1. Attacking GW and lying about GW.
2. BS articles which push the rabid gay agenda and attack the sane people challenging the Immoral Insanity of the Gay Agenda.
Below is the search link re Conason and his articles/opeds which push the Immoral Insanity of the Gay Agenda:
http://search.yahoo.com/search?p=Joe+Conason+Gay&ei=UTF-8&pstart=1&b=11
For some reason I get the impression that you agree with Conason and speculate that there's more 'dirt' in the remaining Wead tapes. Got your 'r' face on...that mask you wear on FR?
For once, @ least PART of what Joe sez in this article is right: his criticism of US drug policy. The War on Drugs is an expensive, embarrissing failure, & it has done nothing to slow down the amount of drug use. All it does is increase our prison popultion w/ mostly non-violent people who should have been left alone in the 1st place. It diverts law enforcement time & $ away from fighting REAL crime, especially in these days when we need to be on the lookout for terrorists who are scheming & living among us.
It is HIGH TIME for a major change in our drug laws: the federal government needs to follow the 9th & 10th Amendments & let the states decide how severely to fight drugs or if they decide to do so @ all. Use the $ saved in doing so by beefing up border security to protect us from drugs & illegal immigrants that are coming into our country...& build a wall along our southern border if need be!
He's also a Drag Queen preforming on a off broad way production.
I'm sure one of those guys looks just like him if you take the dress and make up off.

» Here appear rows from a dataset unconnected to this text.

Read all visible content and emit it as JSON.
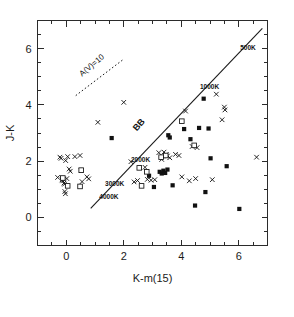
{
  "chart_data": {
    "type": "scatter",
    "title": "",
    "xlabel": "K-m(15)",
    "ylabel": "J-K",
    "xlim": [
      -1,
      7
    ],
    "ylim": [
      -1,
      7
    ],
    "xticks": [
      0,
      2,
      4,
      6
    ],
    "yticks": [
      0,
      2,
      4,
      6
    ],
    "xtick_labels": [
      "0",
      "2",
      "4",
      "6"
    ],
    "ytick_labels": [
      "0",
      "2",
      "4",
      "6"
    ],
    "grid": false,
    "legend_position": "none",
    "annotations": [
      {
        "text": "A(V)=10",
        "x": 0.55,
        "y": 5.0,
        "rotation": -40,
        "style": "extinction-vector-label"
      },
      {
        "text": "BB",
        "x": 2.45,
        "y": 3.05,
        "rotation": -48,
        "style": "blackbody-line-label"
      },
      {
        "text": "500K",
        "x": 6.05,
        "y": 5.95,
        "rotation": 0,
        "style": "temperature-label"
      },
      {
        "text": "1000K",
        "x": 4.65,
        "y": 4.55,
        "rotation": 0,
        "style": "temperature-label"
      },
      {
        "text": "2000K",
        "x": 2.25,
        "y": 1.98,
        "rotation": 0,
        "style": "temperature-label"
      },
      {
        "text": "3000K",
        "x": 1.35,
        "y": 1.12,
        "rotation": 0,
        "style": "temperature-label"
      },
      {
        "text": "4000K",
        "x": 1.15,
        "y": 0.66,
        "rotation": 0,
        "style": "temperature-label"
      }
    ],
    "lines": [
      {
        "name": "blackbody-locus",
        "label": "BB",
        "style": "solid",
        "points": [
          [
            0.85,
            0.32
          ],
          [
            6.82,
            6.72
          ]
        ]
      },
      {
        "name": "extinction-vector",
        "label": "A(V)=10",
        "style": "dashed",
        "points": [
          [
            0.33,
            4.33
          ],
          [
            1.99,
            5.62
          ]
        ]
      }
    ],
    "series": [
      {
        "name": "cross-sources",
        "marker": "x",
        "points": [
          [
            -0.3,
            1.42
          ],
          [
            -0.22,
            2.14
          ],
          [
            -0.18,
            2.1
          ],
          [
            -0.15,
            1.33
          ],
          [
            -0.12,
            1.3
          ],
          [
            -0.1,
            1.36
          ],
          [
            -0.08,
            1.22
          ],
          [
            -0.06,
            1.18
          ],
          [
            -0.05,
            0.92
          ],
          [
            -0.03,
            0.84
          ],
          [
            -0.02,
            2.02
          ],
          [
            0.02,
            1.38
          ],
          [
            0.05,
            2.16
          ],
          [
            0.1,
            1.72
          ],
          [
            0.14,
            1.64
          ],
          [
            0.3,
            2.16
          ],
          [
            0.48,
            2.2
          ],
          [
            0.52,
            1.66
          ],
          [
            0.55,
            1.27
          ],
          [
            0.72,
            1.44
          ],
          [
            0.78,
            1.37
          ],
          [
            1.1,
            3.38
          ],
          [
            2.0,
            4.09
          ],
          [
            2.25,
            1.98
          ],
          [
            2.36,
            1.26
          ],
          [
            2.48,
            1.31
          ],
          [
            2.74,
            1.78
          ],
          [
            2.82,
            1.35
          ],
          [
            2.95,
            1.32
          ],
          [
            3.08,
            1.34
          ],
          [
            3.22,
            2.3
          ],
          [
            3.32,
            2.06
          ],
          [
            3.4,
            2.32
          ],
          [
            3.48,
            2.24
          ],
          [
            3.52,
            2.18
          ],
          [
            3.6,
            2.12
          ],
          [
            3.8,
            2.24
          ],
          [
            3.92,
            2.2
          ],
          [
            4.02,
            1.44
          ],
          [
            4.15,
            3.78
          ],
          [
            4.28,
            1.3
          ],
          [
            4.38,
            2.52
          ],
          [
            4.5,
            1.38
          ],
          [
            4.55,
            2.48
          ],
          [
            5.08,
            1.34
          ],
          [
            5.22,
            4.38
          ],
          [
            5.42,
            3.47
          ],
          [
            5.5,
            3.92
          ],
          [
            5.52,
            3.82
          ],
          [
            6.62,
            2.14
          ]
        ]
      },
      {
        "name": "filled-square-sources",
        "marker": "filled-square",
        "points": [
          [
            1.58,
            2.82
          ],
          [
            2.88,
            1.48
          ],
          [
            3.05,
            1.08
          ],
          [
            3.25,
            1.62
          ],
          [
            3.32,
            1.56
          ],
          [
            3.38,
            1.66
          ],
          [
            3.44,
            1.58
          ],
          [
            3.52,
            1.7
          ],
          [
            3.55,
            2.92
          ],
          [
            3.6,
            2.84
          ],
          [
            3.7,
            1.14
          ],
          [
            4.1,
            3.14
          ],
          [
            4.32,
            2.78
          ],
          [
            4.48,
            0.42
          ],
          [
            4.62,
            3.18
          ],
          [
            4.78,
            4.22
          ],
          [
            4.84,
            0.9
          ],
          [
            4.95,
            3.16
          ],
          [
            5.02,
            2.1
          ],
          [
            5.58,
            1.82
          ],
          [
            6.02,
            0.3
          ]
        ]
      },
      {
        "name": "open-square-sources",
        "marker": "open-square",
        "points": [
          [
            -0.12,
            1.4
          ],
          [
            0.05,
            1.12
          ],
          [
            0.48,
            1.1
          ],
          [
            0.52,
            1.68
          ],
          [
            2.54,
            1.76
          ],
          [
            2.62,
            1.12
          ],
          [
            2.8,
            1.62
          ],
          [
            3.3,
            2.14
          ],
          [
            3.46,
            2.2
          ],
          [
            4.02,
            3.42
          ],
          [
            4.45,
            2.56
          ]
        ]
      }
    ]
  },
  "figure": {
    "background": "#ffffff",
    "foreground": "#111111"
  }
}
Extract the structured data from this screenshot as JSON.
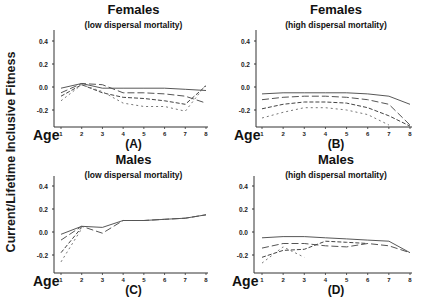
{
  "figure": {
    "ylabel": "Current/Lifetime Inclusive Fitness",
    "xlabel": "Age"
  },
  "chart_data": [
    {
      "type": "line",
      "panel": "(A)",
      "title": "Females",
      "subtitle": "(low dispersal mortality)",
      "xlabel": "Age",
      "ylabel": "Current/Lifetime Inclusive Fitness",
      "x": [
        1,
        2,
        3,
        4,
        5,
        6,
        7,
        8
      ],
      "yticks": [
        "0.4",
        "0.2",
        "0.0",
        "-0.2"
      ],
      "ylim": [
        -0.32,
        0.5
      ],
      "series": [
        {
          "name": "solid",
          "dash": "",
          "values": [
            -0.01,
            0.03,
            -0.01,
            -0.01,
            -0.01,
            -0.01,
            -0.02,
            -0.03
          ]
        },
        {
          "name": "long-dash",
          "dash": "7,3",
          "values": [
            -0.05,
            0.03,
            0.02,
            -0.05,
            -0.05,
            -0.06,
            -0.08,
            -0.14
          ]
        },
        {
          "name": "medium-dash",
          "dash": "4,2",
          "values": [
            -0.08,
            0.02,
            -0.05,
            -0.09,
            -0.1,
            -0.12,
            -0.15,
            0.01
          ]
        },
        {
          "name": "short-dash",
          "dash": "2,3",
          "values": [
            -0.12,
            0.02,
            -0.04,
            -0.14,
            -0.17,
            -0.17,
            -0.21,
            0.02
          ]
        }
      ]
    },
    {
      "type": "line",
      "panel": "(B)",
      "title": "Females",
      "subtitle": "(high dispersal mortality)",
      "xlabel": "Age",
      "ylabel": "Current/Lifetime Inclusive Fitness",
      "x": [
        1,
        2,
        3,
        4,
        5,
        6,
        7,
        8
      ],
      "yticks": [
        "0.4",
        "0.2",
        "0.0",
        "-0.2"
      ],
      "ylim": [
        -0.32,
        0.5
      ],
      "series": [
        {
          "name": "solid",
          "dash": "",
          "values": [
            -0.06,
            -0.05,
            -0.05,
            -0.05,
            -0.05,
            -0.06,
            -0.08,
            -0.15
          ]
        },
        {
          "name": "long-dash",
          "dash": "7,3",
          "values": [
            -0.11,
            -0.09,
            -0.08,
            -0.08,
            -0.09,
            -0.11,
            -0.15,
            -0.33
          ]
        },
        {
          "name": "medium-dash",
          "dash": "4,2",
          "values": [
            -0.19,
            -0.15,
            -0.13,
            -0.13,
            -0.14,
            -0.18,
            -0.25,
            -0.34
          ]
        },
        {
          "name": "short-dash",
          "dash": "2,3",
          "values": [
            -0.27,
            -0.22,
            -0.18,
            -0.18,
            -0.2,
            -0.24,
            -0.33,
            null
          ]
        }
      ]
    },
    {
      "type": "line",
      "panel": "(C)",
      "title": "Males",
      "subtitle": "(low dispersal mortality)",
      "xlabel": "Age",
      "ylabel": "Current/Lifetime Inclusive Fitness",
      "x": [
        1,
        2,
        3,
        4,
        5,
        6,
        7,
        8
      ],
      "yticks": [
        "0.4",
        "0.2",
        "0.0",
        "-0.2"
      ],
      "ylim": [
        -0.32,
        0.5
      ],
      "series": [
        {
          "name": "solid",
          "dash": "",
          "values": [
            -0.02,
            0.05,
            0.04,
            0.1,
            0.1,
            0.11,
            0.12,
            0.15
          ]
        },
        {
          "name": "long-dash",
          "dash": "7,3",
          "values": [
            -0.07,
            0.05,
            -0.01,
            0.1,
            0.1,
            0.11,
            0.12,
            0.15
          ]
        },
        {
          "name": "medium-dash",
          "dash": "4,2",
          "values": [
            -0.18,
            0.04,
            null,
            null,
            null,
            null,
            null,
            null
          ]
        },
        {
          "name": "short-dash",
          "dash": "2,3",
          "values": [
            -0.26,
            0.03,
            null,
            null,
            null,
            null,
            null,
            null
          ]
        }
      ]
    },
    {
      "type": "line",
      "panel": "(D)",
      "title": "Males",
      "subtitle": "(high dispersal mortality)",
      "xlabel": "Age",
      "ylabel": "Current/Lifetime Inclusive Fitness",
      "x": [
        1,
        2,
        3,
        4,
        5,
        6,
        7,
        8
      ],
      "yticks": [
        "0.4",
        "0.2",
        "0.0",
        "-0.2"
      ],
      "ylim": [
        -0.32,
        0.5
      ],
      "series": [
        {
          "name": "solid",
          "dash": "",
          "values": [
            -0.05,
            -0.04,
            -0.04,
            -0.05,
            -0.06,
            -0.07,
            -0.08,
            -0.18
          ]
        },
        {
          "name": "long-dash",
          "dash": "7,3",
          "values": [
            -0.14,
            -0.1,
            -0.1,
            -0.12,
            -0.13,
            -0.1,
            -0.12,
            -0.18
          ]
        },
        {
          "name": "medium-dash",
          "dash": "4,2",
          "values": [
            -0.22,
            -0.16,
            -0.15,
            -0.08,
            -0.09,
            -0.1,
            null,
            null
          ]
        },
        {
          "name": "short-dash",
          "dash": "2,3",
          "values": [
            -0.27,
            -0.13,
            -0.22,
            null,
            null,
            null,
            null,
            null
          ]
        }
      ]
    }
  ]
}
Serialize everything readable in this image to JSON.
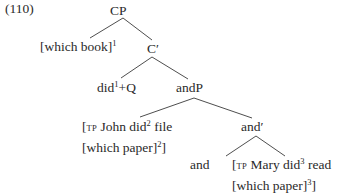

You would be surprised to find out what some people are in prison for were drugs are concerned. But that is a whole other thread. Not all drug users go to rehab.
Conason knows that Canuckistanis will buy this crapola, that's why the article is in the Toronto Star. We should also see reruns of it in Le Monde and Der Spiegle.
Euroweenies love crap and Conason is full of it!!!
Conason insists that, even though nothing can be proven, since "everyone knows" Bush did cocaine, it's hypocritical for Bush to support sentences for people convicted of cocaine possession.
That's really interesting. I guess since "everyone knows" Conason is a liberal lunatic, his charge of rank hypocrisy doesn't quite stick.
In very fact, Conason is an unrepentant, lying clintinoid with nary a fact to back his allegations.
I don't really care whether he did or didn't use cocaine. The point is he doesn't now, nor has he in a long time. If he tried it once - or even twice it doesn't make him a cokehead. I appreciate his brutal honesty in saying it's no one else's business - because it isn't. Far better than lying about it like Slick Willy did.
Funny isn't it how the drug loving left jump on things like this & try & make it an issue. If it's the left's candidate it' no big deal - if it's a Republican it's automatically a scandal. Give me a break.
Not really. It's just that he didn't want to be added to Clinton's secret list - "Dead men ain't gonna tell no more tales."
Thanks, Dave- it had slipped my mind that Ole Joe was a Butt Pirate, too, along with his many other reprehensible qualities.
Generally that's true. Most addicted people don't rot in jail. However, addicted people who commit crimes do rot in jail. Then, they get out, do more coke, do more crimes, then rot in jail some more.
That is a shame. Drug addiction is an illness just like alcoholism.
Very, very few people are in prison for mere possession (of a personal use amount). And if they're in jail, it's for a brief period. Hell, my guess is that they're not even arresting marijuana users in California, much less jailing them.
We are not locking up mere users "to serve five or 10 or 20 years in prison". Those are the hardcore, scumbag drug dealers and traffickers who, IMO, belong there.
If there are inmates in prisons serving that kind of time for mere use of drugs, I'm not aware of it. The ones who get prison time are the drug dealers, and even Conason hasn't quite gotten around to accusing the President of that.
The allegations about Bush and cocaine are false, by the way. He never tried it. I know this because I've had candid discussions with someone in a position to know one way or the other.